5 Questions for an MBA Working in Tech—Dan Keyserling

Keyserling—an NYU MBA grad who’s now working at Google—discusses how the MBA can prepare students for a career in technology

Can you tell me a bit about your education and career path so far? 

For my undergraduate degree I studied political and social thought at the University of Virginia, which is basically a degree that combines political theory with history and literature. While I was at UVA, I worked for the school newspaper, the Cavalier Daily, for most of my time there. Then I worked in communications for Hillary Clinton’s first campaign, and briefly at the New York Times in New York City. Then I went to Google, in 2009, and I’ve been working there ever since. 

I got my MBA at NYU at night—I attended part-time, and graduated in 2015. I specialized in macroeconomics and management, and I did that over two and a half years; it’s a full MBA, but you just take your classes at night or on weekends. You can do as quickly or slowly as want, up to five to six years, I believe. I wanted to do mine pretty quickly, which meant I had to do a lot of classwork and weekend classes and more or less not take breaks throughout the year.

How and when did you get interested in working in technology?

I never imagined myself working at a tech company when I was in college. I definitely thought I was going to be working in either politics or journalism. The real story of why I moved to New York was that my then-girlfriend got into law school at Columbia, said ‘I’m moving to New York,’ and I said ‘Okay, that sounds good.’ I was actually unemployed for a couple of months during that transition phase. When I got the New York Times gig, it seemed more like what I was expecting to do. But a friend was working for Google at the time, and said ‘you should come here.’ At that point I really admired the company, although it was hard to imagine what I would do there. But I got my first job there as an assistant for a couple of engineering directors. And then once I was inside Google I looked for teams who were working with subjects that I cared a lot about—international security, working with vulnerable populations, defending human rights. And there wasn’t really a team at Google that combined all those things in one place that I could easily find. 

Nine months after I started working there, Eric Schmidt hired Jared Cohen to create a team called Google Ideas, which eventually became Jigsaw; I was 4th hire on that team. Getting there wasn’t so straightforward; as soon as I found out that Eric had hired Jared, I figured out where he was sitting, marched over, and introduced myself. He said, ‘well I don’t have any budget or headcount, I can’t hire you, but if you want to volunteer, you can do that.’ Google has a tradition of allowing you to volunteer part of your time to projects you care about. And because at the time I worked for two engineering directors who had offices on two separate floors, no one knew where I really was, so I just sort of moved my office into Jared’s office. I kind of benefitted from corporate squatter’s rights.

Do you think you needed an MBA for your job? How does your MBA supplement what you’re doing now? 

I don’t think I needed one; no one says, “you need to get an MBA.” I got one because I wanted to go to graduate school—I wanted to learn in a formal environment, and have a kind of structure around getting smarter. I was also a small business owner at the time—my college buds and I started a small coffee shop, and I wanted to learn how to do that better, be a better entrepreneur, business owner, and I wanted to put that process in context of a formal MBA curriculum. I thought I’d learned a lot just by starting the business, but it was really helpful to put a lot of those lessons in context of other lessons people learned creating and running businesses. The MBA also made me better understand what things were going on around me while working at a big company like Google—gave me context, better resources of the decisions that were being made, and allowed me to study rigorously things like macro-economic trends, financial crises, and how markets operate, how organizations like Google participates in all that. I’m really glad I got my MBA while working at Google; it gave me such an incredible place to not just apply what I was learning, but also to steer that knowledge into what I was doing in the future. 

Do you feel there’s a lot of focus on technology in MBA programs? Were a lot of your classmates angling towards a career in technology? 

Every business school kind of has its own angle and reputation, and NYU is known for being a finance-heavy school because of its location and faculty. I was a bit of a rarity there working in technology. I’d say that many were getting MBA for a really specific purpose—needing it within their organization, to get out of their current field, or pivot somewhere else. I’d say that most of my classmates still worked in finance in one way or other. 

Do you have any advice for MBA students looking to get into the industry? 

I would say that even if you’re not considering getting into tech as an MBA, spend some time getting to understand the industry—the life cycle of a tech product, how it gets made, the relationship between software engineering and product management—because I think that even if you’re not interested in delving into the industry per se, that whole sector is going to be increasingly relevant to all other sectors. People with some fluency in how it works are going to be better equipped to work in other industries. 

Also, for people who are interested in getting a job in big tech company, don’t let the perfect role be the enemy of a good role. I talk to a lot of people who say ‘oh there’s only one job I’d consider at X company,’ with an overwrought idea of what they’re going to do there. That wasn’t really my approach. I said ‘let me just get in the door of the coolest place in the world and see how I can be useful there.’ They’re really dynamic. Once you get inside, you have a much better sense of what’s going on. You’re better equipped to make informed decisions about your career.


▸ **WHAT THE EXERCISE ASKS**
Give the number of lines in the records below that include "element". Reply with that number alone.

======

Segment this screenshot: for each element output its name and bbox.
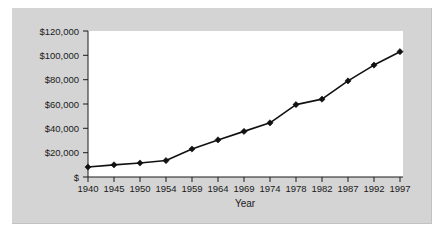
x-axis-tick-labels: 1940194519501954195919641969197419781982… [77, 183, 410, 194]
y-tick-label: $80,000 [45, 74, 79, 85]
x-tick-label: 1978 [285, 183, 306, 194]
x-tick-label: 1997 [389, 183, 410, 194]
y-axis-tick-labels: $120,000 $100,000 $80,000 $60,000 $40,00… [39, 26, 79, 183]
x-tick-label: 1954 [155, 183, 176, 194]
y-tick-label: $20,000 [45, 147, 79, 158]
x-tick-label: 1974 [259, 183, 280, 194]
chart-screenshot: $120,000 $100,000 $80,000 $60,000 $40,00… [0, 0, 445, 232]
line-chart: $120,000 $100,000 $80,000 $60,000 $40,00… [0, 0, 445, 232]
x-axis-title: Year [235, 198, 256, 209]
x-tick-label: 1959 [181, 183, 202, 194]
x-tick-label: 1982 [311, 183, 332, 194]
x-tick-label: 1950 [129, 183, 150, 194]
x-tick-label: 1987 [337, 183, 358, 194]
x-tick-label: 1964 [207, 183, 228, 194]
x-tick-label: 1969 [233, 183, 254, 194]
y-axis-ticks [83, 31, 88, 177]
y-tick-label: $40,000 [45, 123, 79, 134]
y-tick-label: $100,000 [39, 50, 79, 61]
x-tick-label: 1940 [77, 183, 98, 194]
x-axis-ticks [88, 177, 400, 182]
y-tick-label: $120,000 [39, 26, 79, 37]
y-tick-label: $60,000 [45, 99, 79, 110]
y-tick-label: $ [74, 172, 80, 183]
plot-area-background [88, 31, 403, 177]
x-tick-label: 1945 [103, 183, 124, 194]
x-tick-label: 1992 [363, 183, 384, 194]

======

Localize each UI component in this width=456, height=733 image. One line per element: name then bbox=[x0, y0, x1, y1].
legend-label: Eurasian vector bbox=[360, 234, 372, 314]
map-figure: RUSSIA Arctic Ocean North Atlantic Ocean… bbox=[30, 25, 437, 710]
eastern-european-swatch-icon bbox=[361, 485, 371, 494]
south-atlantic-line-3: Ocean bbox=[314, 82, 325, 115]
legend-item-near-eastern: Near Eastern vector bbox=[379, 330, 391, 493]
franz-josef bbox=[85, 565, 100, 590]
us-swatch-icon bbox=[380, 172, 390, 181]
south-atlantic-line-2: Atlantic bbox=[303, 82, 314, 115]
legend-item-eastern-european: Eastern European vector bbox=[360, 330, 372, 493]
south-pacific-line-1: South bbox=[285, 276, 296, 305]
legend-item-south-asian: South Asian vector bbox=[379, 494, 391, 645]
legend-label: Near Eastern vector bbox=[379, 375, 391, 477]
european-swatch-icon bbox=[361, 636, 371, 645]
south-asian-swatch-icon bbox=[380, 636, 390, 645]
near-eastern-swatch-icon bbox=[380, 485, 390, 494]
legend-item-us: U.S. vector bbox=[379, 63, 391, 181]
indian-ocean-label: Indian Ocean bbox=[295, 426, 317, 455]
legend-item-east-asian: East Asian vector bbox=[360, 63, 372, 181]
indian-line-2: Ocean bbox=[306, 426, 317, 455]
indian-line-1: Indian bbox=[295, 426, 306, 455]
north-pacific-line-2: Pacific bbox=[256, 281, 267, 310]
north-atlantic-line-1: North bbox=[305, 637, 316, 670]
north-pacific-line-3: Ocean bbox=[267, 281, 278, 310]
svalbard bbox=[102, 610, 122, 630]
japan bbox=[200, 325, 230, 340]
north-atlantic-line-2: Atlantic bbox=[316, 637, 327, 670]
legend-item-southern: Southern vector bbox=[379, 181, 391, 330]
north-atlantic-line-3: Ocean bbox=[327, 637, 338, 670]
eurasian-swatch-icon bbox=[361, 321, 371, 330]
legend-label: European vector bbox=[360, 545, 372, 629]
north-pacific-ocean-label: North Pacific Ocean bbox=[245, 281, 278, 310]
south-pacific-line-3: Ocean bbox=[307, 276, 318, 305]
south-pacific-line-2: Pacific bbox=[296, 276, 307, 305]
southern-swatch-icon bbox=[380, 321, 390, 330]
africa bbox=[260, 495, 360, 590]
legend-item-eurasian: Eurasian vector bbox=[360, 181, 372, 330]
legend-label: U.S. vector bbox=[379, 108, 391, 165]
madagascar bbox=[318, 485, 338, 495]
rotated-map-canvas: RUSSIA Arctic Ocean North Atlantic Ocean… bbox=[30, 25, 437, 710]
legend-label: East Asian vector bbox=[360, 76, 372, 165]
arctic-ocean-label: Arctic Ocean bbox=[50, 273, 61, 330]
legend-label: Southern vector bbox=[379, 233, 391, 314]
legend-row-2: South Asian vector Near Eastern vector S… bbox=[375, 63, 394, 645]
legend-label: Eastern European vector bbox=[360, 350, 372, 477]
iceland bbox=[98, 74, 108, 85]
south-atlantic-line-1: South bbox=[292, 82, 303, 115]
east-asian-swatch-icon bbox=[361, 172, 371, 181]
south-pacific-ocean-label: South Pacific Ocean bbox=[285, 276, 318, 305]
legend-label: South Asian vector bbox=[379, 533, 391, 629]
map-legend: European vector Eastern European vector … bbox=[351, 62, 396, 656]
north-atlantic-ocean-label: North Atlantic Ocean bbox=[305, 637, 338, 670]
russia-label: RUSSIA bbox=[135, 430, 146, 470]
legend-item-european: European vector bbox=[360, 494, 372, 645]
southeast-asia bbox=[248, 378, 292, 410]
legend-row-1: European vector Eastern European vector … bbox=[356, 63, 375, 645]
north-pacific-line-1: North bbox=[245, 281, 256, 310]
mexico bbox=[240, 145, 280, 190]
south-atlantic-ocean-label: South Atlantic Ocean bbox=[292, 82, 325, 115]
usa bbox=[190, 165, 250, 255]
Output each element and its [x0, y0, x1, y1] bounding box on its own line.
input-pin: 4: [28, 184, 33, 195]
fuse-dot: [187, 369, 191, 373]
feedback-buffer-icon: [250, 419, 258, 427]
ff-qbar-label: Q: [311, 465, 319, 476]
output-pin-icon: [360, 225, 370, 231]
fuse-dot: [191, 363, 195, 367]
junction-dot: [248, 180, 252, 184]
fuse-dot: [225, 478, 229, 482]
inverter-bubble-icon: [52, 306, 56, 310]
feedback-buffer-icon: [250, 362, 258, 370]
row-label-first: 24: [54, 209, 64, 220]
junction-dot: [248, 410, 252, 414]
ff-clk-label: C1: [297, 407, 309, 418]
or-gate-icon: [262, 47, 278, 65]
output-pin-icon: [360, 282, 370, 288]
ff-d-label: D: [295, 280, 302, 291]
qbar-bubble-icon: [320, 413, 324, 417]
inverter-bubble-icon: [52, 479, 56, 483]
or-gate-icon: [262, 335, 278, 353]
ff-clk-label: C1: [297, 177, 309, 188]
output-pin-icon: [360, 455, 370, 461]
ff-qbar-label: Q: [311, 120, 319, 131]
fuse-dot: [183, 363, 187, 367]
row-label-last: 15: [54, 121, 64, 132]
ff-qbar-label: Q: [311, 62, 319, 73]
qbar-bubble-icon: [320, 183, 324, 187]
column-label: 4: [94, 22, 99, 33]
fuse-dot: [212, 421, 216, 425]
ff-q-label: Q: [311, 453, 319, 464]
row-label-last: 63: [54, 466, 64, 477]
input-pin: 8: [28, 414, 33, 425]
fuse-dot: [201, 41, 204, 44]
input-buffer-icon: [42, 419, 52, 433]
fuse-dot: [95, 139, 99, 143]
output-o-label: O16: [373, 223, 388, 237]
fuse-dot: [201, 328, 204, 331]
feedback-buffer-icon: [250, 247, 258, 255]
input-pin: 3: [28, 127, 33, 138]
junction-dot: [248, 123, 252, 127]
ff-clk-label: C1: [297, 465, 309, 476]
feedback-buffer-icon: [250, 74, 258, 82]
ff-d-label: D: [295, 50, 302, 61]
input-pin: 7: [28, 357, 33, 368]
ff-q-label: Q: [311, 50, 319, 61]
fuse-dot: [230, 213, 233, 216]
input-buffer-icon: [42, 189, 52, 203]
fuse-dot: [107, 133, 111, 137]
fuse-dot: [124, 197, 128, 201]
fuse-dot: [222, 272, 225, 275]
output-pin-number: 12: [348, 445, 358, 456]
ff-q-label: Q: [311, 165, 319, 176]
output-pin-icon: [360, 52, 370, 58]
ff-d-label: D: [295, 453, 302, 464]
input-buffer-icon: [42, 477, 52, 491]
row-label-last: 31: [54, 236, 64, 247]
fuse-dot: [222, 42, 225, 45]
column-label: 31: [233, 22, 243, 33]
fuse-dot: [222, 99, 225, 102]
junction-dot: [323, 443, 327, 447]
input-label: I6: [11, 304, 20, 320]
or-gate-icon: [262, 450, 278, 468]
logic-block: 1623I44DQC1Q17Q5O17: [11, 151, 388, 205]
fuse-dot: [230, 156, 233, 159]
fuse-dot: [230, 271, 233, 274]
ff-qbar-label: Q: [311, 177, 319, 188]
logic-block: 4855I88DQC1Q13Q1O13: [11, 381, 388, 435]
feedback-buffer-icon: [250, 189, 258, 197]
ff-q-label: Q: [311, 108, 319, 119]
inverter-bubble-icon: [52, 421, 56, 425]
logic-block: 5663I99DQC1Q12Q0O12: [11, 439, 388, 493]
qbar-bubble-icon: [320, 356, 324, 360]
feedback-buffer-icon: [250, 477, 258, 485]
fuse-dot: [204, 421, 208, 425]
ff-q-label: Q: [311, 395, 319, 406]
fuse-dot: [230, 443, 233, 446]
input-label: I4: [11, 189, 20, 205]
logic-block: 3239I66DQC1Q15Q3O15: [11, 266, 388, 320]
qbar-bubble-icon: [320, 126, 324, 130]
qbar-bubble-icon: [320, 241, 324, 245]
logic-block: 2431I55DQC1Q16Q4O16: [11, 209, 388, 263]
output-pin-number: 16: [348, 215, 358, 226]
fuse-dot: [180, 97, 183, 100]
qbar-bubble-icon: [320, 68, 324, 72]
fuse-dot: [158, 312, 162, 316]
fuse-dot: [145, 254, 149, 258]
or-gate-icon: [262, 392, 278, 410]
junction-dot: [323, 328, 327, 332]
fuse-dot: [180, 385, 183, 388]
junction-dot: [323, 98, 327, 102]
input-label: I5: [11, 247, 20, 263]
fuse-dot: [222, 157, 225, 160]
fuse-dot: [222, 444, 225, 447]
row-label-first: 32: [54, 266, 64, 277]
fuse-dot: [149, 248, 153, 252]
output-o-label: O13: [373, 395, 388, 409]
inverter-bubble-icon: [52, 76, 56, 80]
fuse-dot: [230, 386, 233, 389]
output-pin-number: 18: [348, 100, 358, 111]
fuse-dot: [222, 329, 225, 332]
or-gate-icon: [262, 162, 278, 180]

======

▸ **RESPONSE FOR THIS EXERCISE**
3